Italy inaugurated a sleek new bridge in Genoa yesterday, though relatives of the 43 people killed when the old viaduct collapsed said the pomp and ceremony risked overshadowing the tragedy.
Jets trailing the colours of the Italian flag roared overhead and ship sirens sounded in the coastal city’s port, almost two years to the day the Morandi highway gave way during heavy rain, hurling dozens of cars and several trucks onto railway tracks below.
As a rainbow appeared in the sky, Prime Minister Giuseppe Conte cut the ribbon on the new bridge, designed by famed Italian architect Renzo Piano, who gave it a curved, gleaming underbelly evoking the hull of a ship in tribute to Genoa’s maritime history.
“Forty-three stars will shine every night on high,” he said, as lamps along the bridge, numbered for the victims, lit up.
The names of the victims were read aloud – though many of their loved ones were not present.
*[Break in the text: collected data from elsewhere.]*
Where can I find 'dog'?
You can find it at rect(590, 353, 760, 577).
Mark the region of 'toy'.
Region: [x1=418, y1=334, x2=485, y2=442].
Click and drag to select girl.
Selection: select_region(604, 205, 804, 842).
“We won’t be at the inauguration, we don’t want the tragedy to be transformed into a carnival,” Egle Possetti, whose sister died in the August 14, 2018 disaster along with her husband and their two children, said ahead of the ceremony. “You can have this sort of big party if you knock down the bridge because it’s old, you build a new one, and no one’s died.”
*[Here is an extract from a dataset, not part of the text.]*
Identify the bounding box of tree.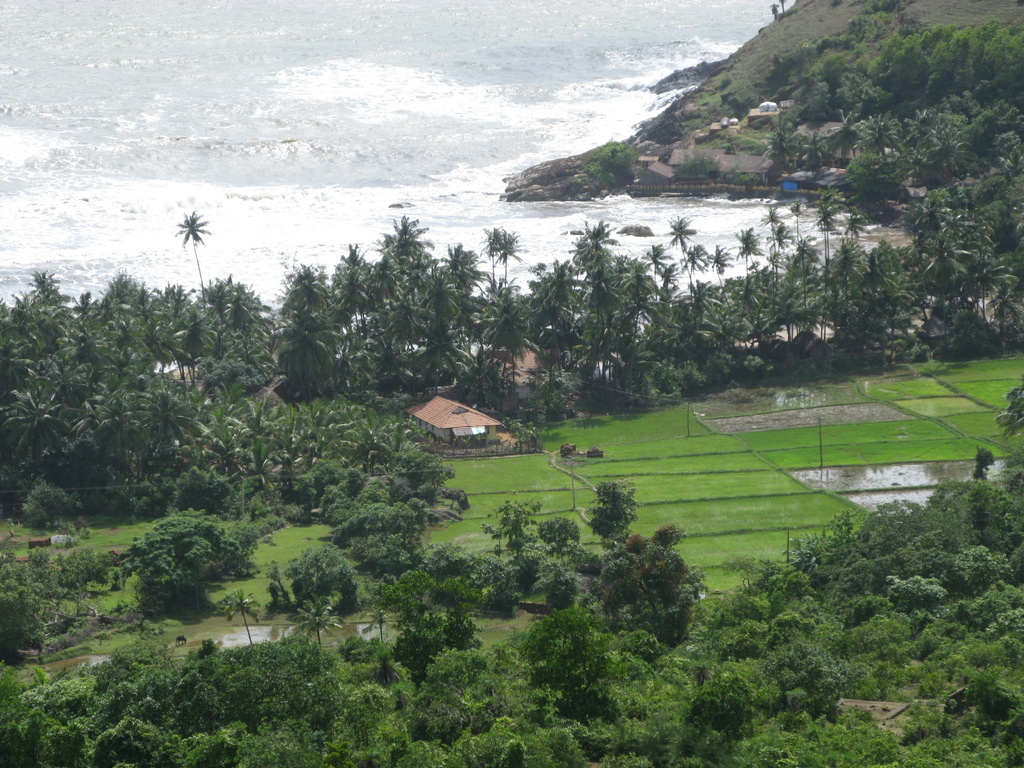
x1=461, y1=228, x2=548, y2=372.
The Morandi bridge had been riddled with structural problems for decades, leading to expensive maintenance, and its collapse threw the spotlight on Italy’s creaking infrastructure.
The tragedy also ended the longstanding concession of highway maintenance by a company majority-owned by the powerful Benetton family.
The new high-tech structure will have four maintenance robots running along its length to spot weathering or erosion, as well as a special dehumidification system to limit corrosion.
It is expected to open to traffic today or tomorrow.
Architect Piano, a Genoa native whose building designs include the Centre Georges Pompidou in Paris and The Shard in London, described his new creation as a “child born of tragedy, of mourning”.
“We are suspended between grief and pride,” he said.
Conte has hailed the new viaduct “a sign of rebirth”.
However, Possetti, who is a spokeswoman for a victims’ relatives group, said that she would “never cross that bridge”.
“How could you be there and not think of everything that happened, and that destroyed your family,” she told AFP.
The Morandi was hailed a marvel of engineering when it opened in 1967, but a probe into the disaster found it was neglected.
Autostrade, which runs almost half of Italy’s motorway network, has been accused of failing to maintain it properly, amid allegations of falsified safety reports and in-house pressure to slash maintenance costs.
Atlantia, the parent group of Autostrade, is controlled by the wealthy Benetton family, which finally bowed to pressure last month to relinquish control of its besmirched toll-road operator, which will be nationalised.
Roberto Battiloro, father of a young videomaker who died along with three friends, said the families were “still waiting for justice”.
“That bridge should not have collapsed, and someone has to pay,” he said on Facebook.
Autostrade is under investigation, along with several transport ministry officials, for culpable homicide.
The preliminary probe is due to wind up in October, before a trial begins early next year, Possetti said.